Wall Street and European stocks continued lower on Thursday, as low trading volumes and weak oil prices continued to weigh on investor sentiment in the final day of 2015.
US stocks traded sharply lower on Thursday, with the Dow Jones Industrial Average falling more than 150 points after the opening bell. The blue-chip posted a triple-digit decline on Wednesday and is on pace for a yearly drop of around 2%.
Meanwhile, the S&P 500’s narrow returns for the year were in jeopardy after the large-cap index fell 0.7% on Thursday morning. Nine of its ten sectors reported declines, led by a 1.1% drop in information technology, consumer staples and utilities. Energy shares rebounded slightly, but were still on pace for a yearly drop of around 25%. In total, six of the S&P 500’s ten sectors reported declines for 2015.
Consumer discretionary stocks enjoyed the strongest year of all the major sectors, growing more than 8.5%.
Weak technology stocks also weighed on the Nasdaq Composite Index, which declined 0.8% in the morning session.
European markets were also under pressure on Thursday after turning lower in the previous session. London’s FTSE 100 Index was down 0.5%, extending its yearly loss to 5%. The CAC 40 Index in Paris and IBEX 35 in Madrid were also down around 1%. Frankfurt’s DAX Index was closed for the day.
The pan-European STOXX 600 Index was down 0.5% on the day.
The rout in oil prices moderated on Thursday after a volatile week. The West Texas Intermediate (WTI) benchmark for US crude edged up 11 cents or 0.3% to $36.71 a barrel on the New York Mercantile Exchange. Global benchmark Brent crude also rose 33 cents or 0.9% to $36.79 a barrel on ICE Futures Europe.
The economic calendar was largely irrelevant in the final trading day of the year. US jobless claims rose sharply last week, climbing 20,000 to a seasonally adjusted 287,000, the Labor Department said. That was the highest reading since July, signaling that temporary holiday factors were impacting the US labour market.
Separately, the Chicago purchasing managers’ index of economic activity in the US Midwest plunged to its lowest level since 2009. The December PMI reading fell to 42.9 from 48.7 a month earlier. Economists forecast a slight improvement to 49.8. A PMI reading below 50 is a sign of contraction in the economy.
Despite weak economic data, the US dollar continued to strengthen, rising for a fourth consecutive day against a basket of world currencies. The dollar index climbed to a session high of 98.56. It would subsequently consolidate at 98.42, advancing 0.2%.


▶ [HOW TO COMPLETE THIS TASK]
Return all the entries exactly, keeping pictures out.

EXTRACTED INFORMATION START

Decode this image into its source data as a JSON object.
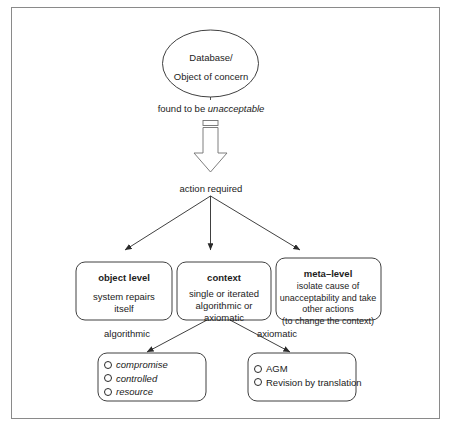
{
  "figure": {
    "type": "flowchart",
    "frame": {
      "border_color": "#8a8a8a"
    },
    "background": "#ffffff",
    "stroke_color": "#2a2a2a"
  },
  "start_node": {
    "shape": "ellipse",
    "line1": "Database/",
    "line2": "Object of concern"
  },
  "edges": {
    "found_to_be": "found to be ",
    "found_to_be_emphasis": "unacceptable",
    "action_required": "action required",
    "algorithmic": "algorithmic",
    "axiomatic": "axiomatic"
  },
  "levels": [
    {
      "id": "object-level",
      "title": "object level",
      "body_line1": "system repairs",
      "body_line2": "itself"
    },
    {
      "id": "context",
      "title": "context",
      "body_line1": "single or iterated",
      "body_line2": "algorithmic or",
      "body_line3": "axiomatic"
    },
    {
      "id": "meta-level",
      "title": "meta–level",
      "body_line1": "isolate cause of",
      "body_line2": "unacceptability and take",
      "body_line3": "other actions",
      "body_line4": "(to change the context)"
    }
  ],
  "leaf_lists": [
    {
      "id": "algorithmic-methods",
      "italic": true,
      "items": [
        "compromise",
        "controlled",
        "resource"
      ]
    },
    {
      "id": "axiomatic-methods",
      "italic": false,
      "items": [
        "AGM",
        "Revision by translation"
      ]
    }
  ]
}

EXTRACTED INFORMATION END

▶ [RESPONSE AREA]
Decode this image into its source data as a JSON object.
{
  "figure": {
    "type": "flowchart",
    "frame": {
      "border_color": "#8a8a8a"
    },
    "background": "#ffffff",
    "stroke_color": "#2a2a2a"
  },
  "start_node": {
    "shape": "ellipse",
    "line1": "Database/",
    "line2": "Object of concern"
  },
  "edges": {
    "found_to_be": "found to be ",
    "found_to_be_emphasis": "unacceptable",
    "action_required": "action required",
    "algorithmic": "algorithmic",
    "axiomatic": "axiomatic"
  },
  "levels": [
    {
      "id": "object-level",
      "title": "object level",
      "body_line1": "system repairs",
      "body_line2": "itself"
    },
    {
      "id": "context",
      "title": "context",
      "body_line1": "single or iterated",
      "body_line2": "algorithmic or",
      "body_line3": "axiomatic"
    },
    {
      "id": "meta-level",
      "title": "meta–level",
      "body_line1": "isolate cause of",
      "body_line2": "unacceptability and take",
      "body_line3": "other actions",
      "body_line4": "(to change the context)"
    }
  ],
  "leaf_lists": [
    {
      "id": "algorithmic-methods",
      "italic": true,
      "items": [
        "compromise",
        "controlled",
        "resource"
      ]
    },
    {
      "id": "axiomatic-methods",
      "italic": false,
      "items": [
        "AGM",
        "Revision by translation"
      ]
    }
  ]
}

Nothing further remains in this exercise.